ASSIGNED TASK:
Print the entries below word for word; the pictures stay out of your copy.

********************

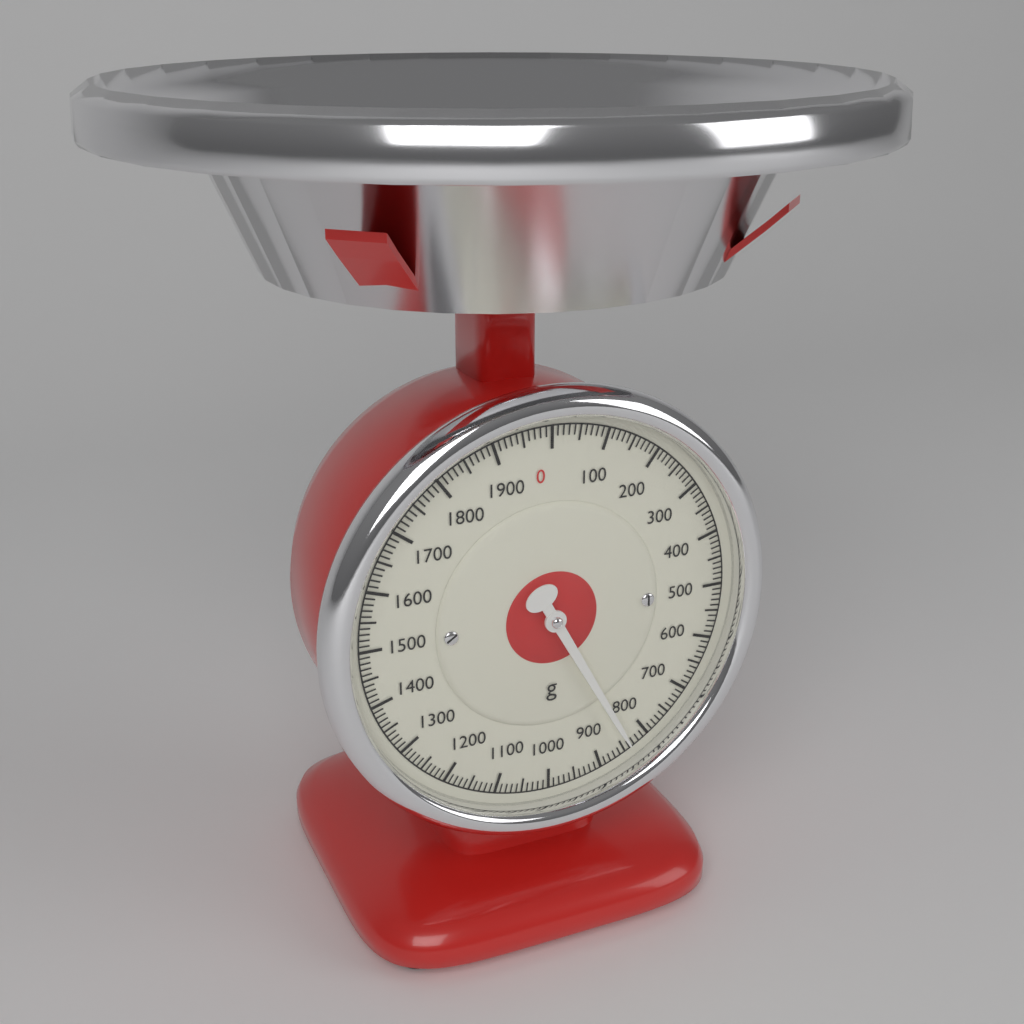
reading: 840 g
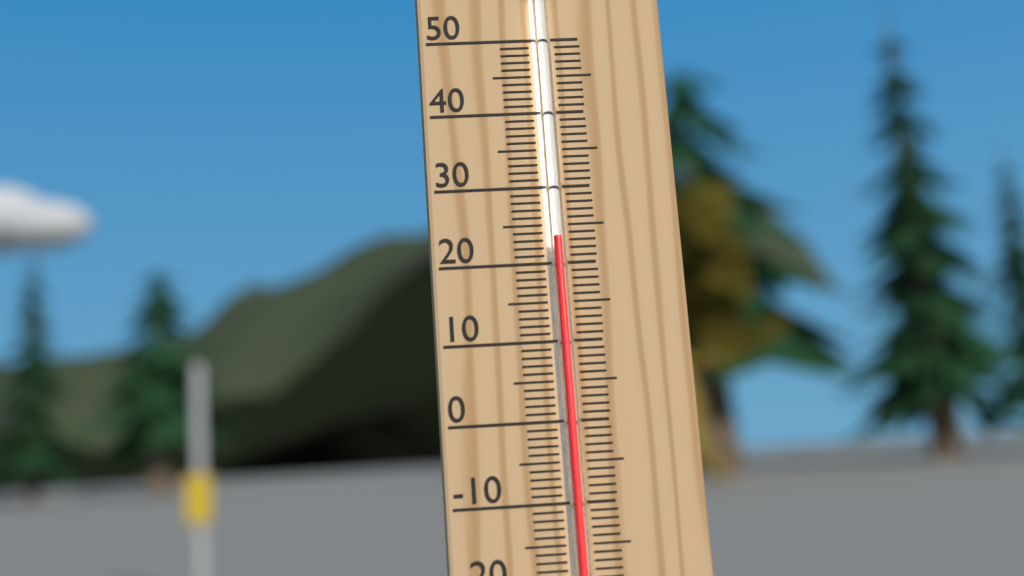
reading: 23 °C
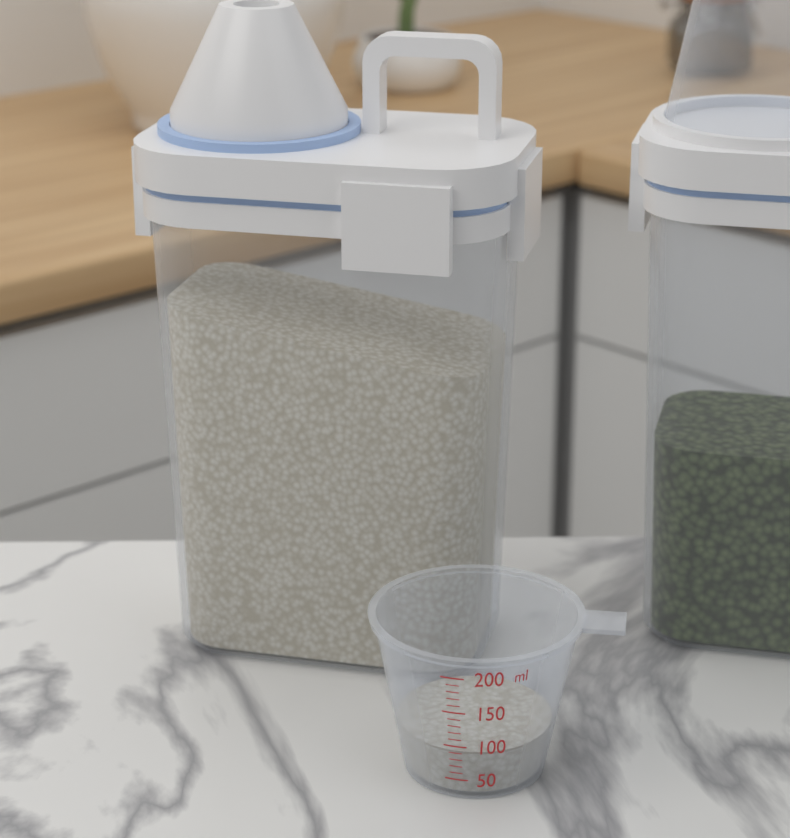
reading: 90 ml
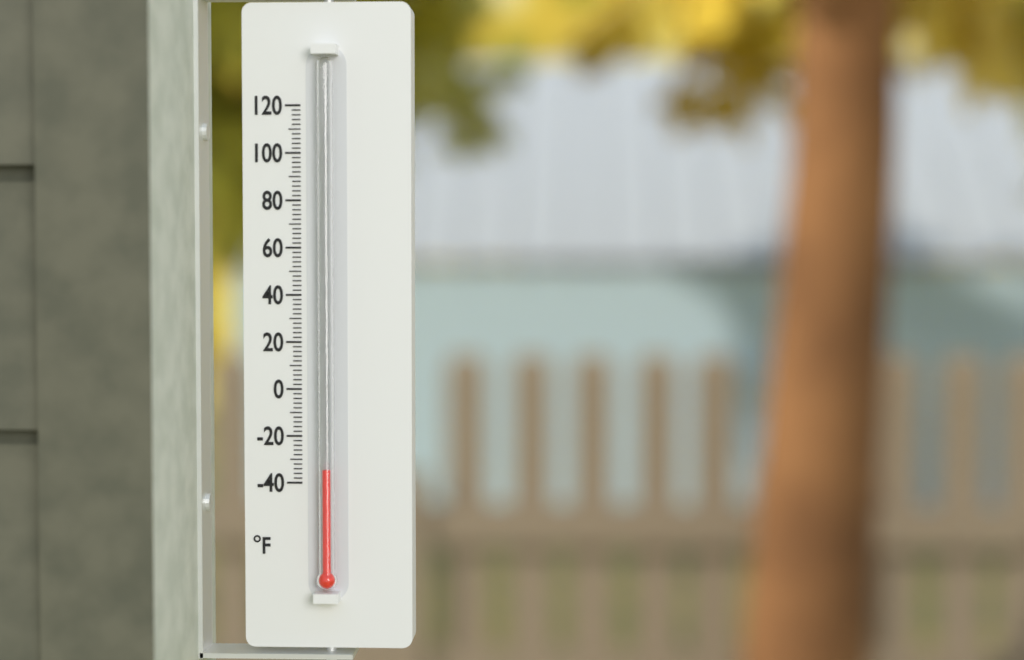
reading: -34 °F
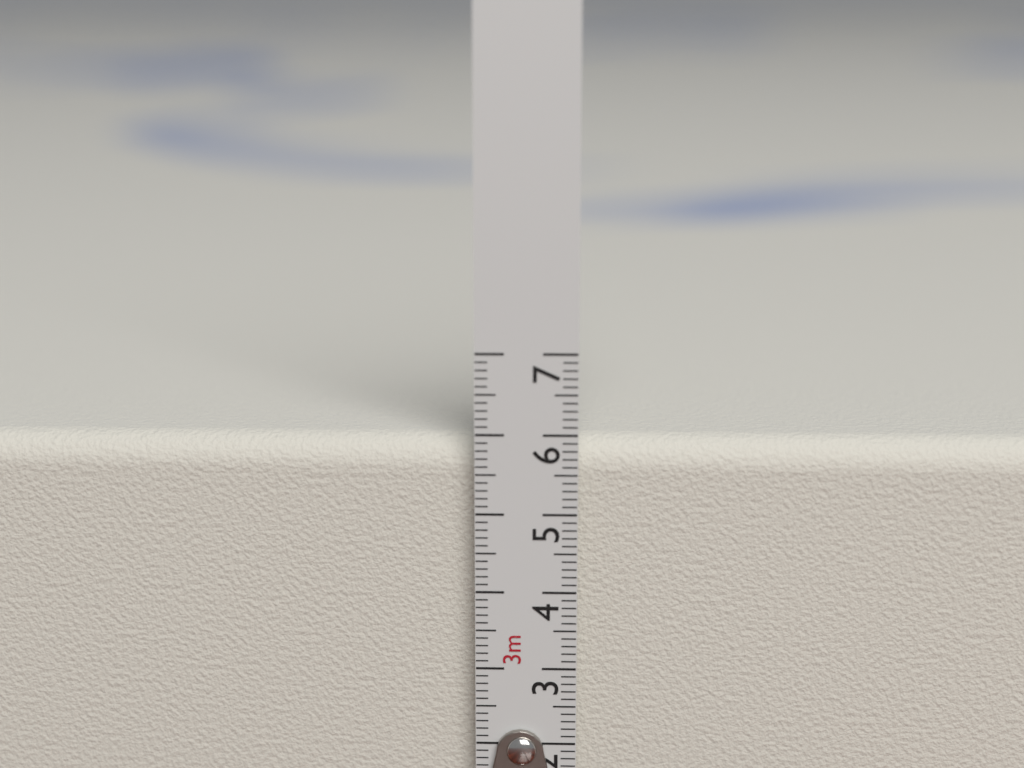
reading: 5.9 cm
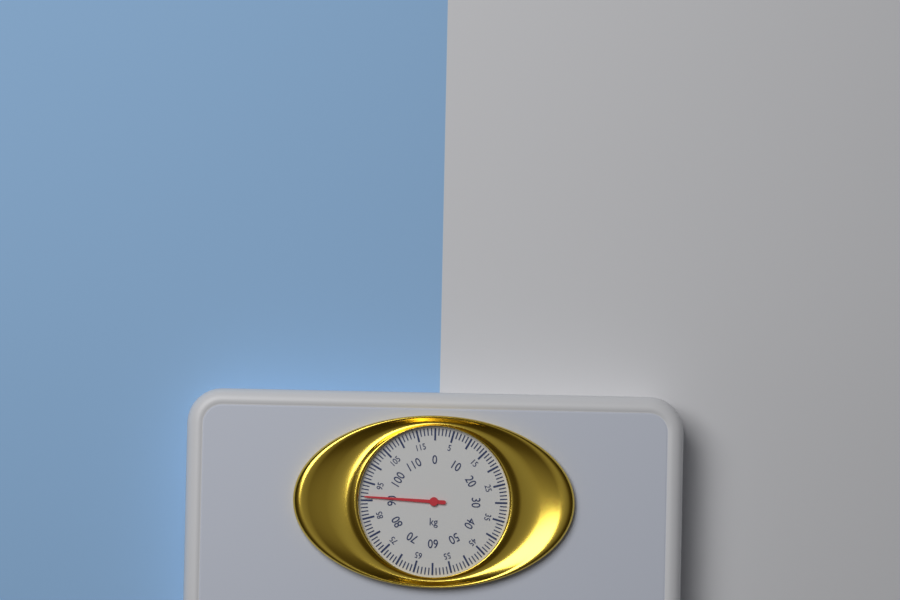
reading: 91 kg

********************

ANSWER FOR THE TASK:
reading: 840 g
reading: 23 °C
reading: 90 ml
reading: -34 °F
reading: 5.9 cm
reading: 91 kg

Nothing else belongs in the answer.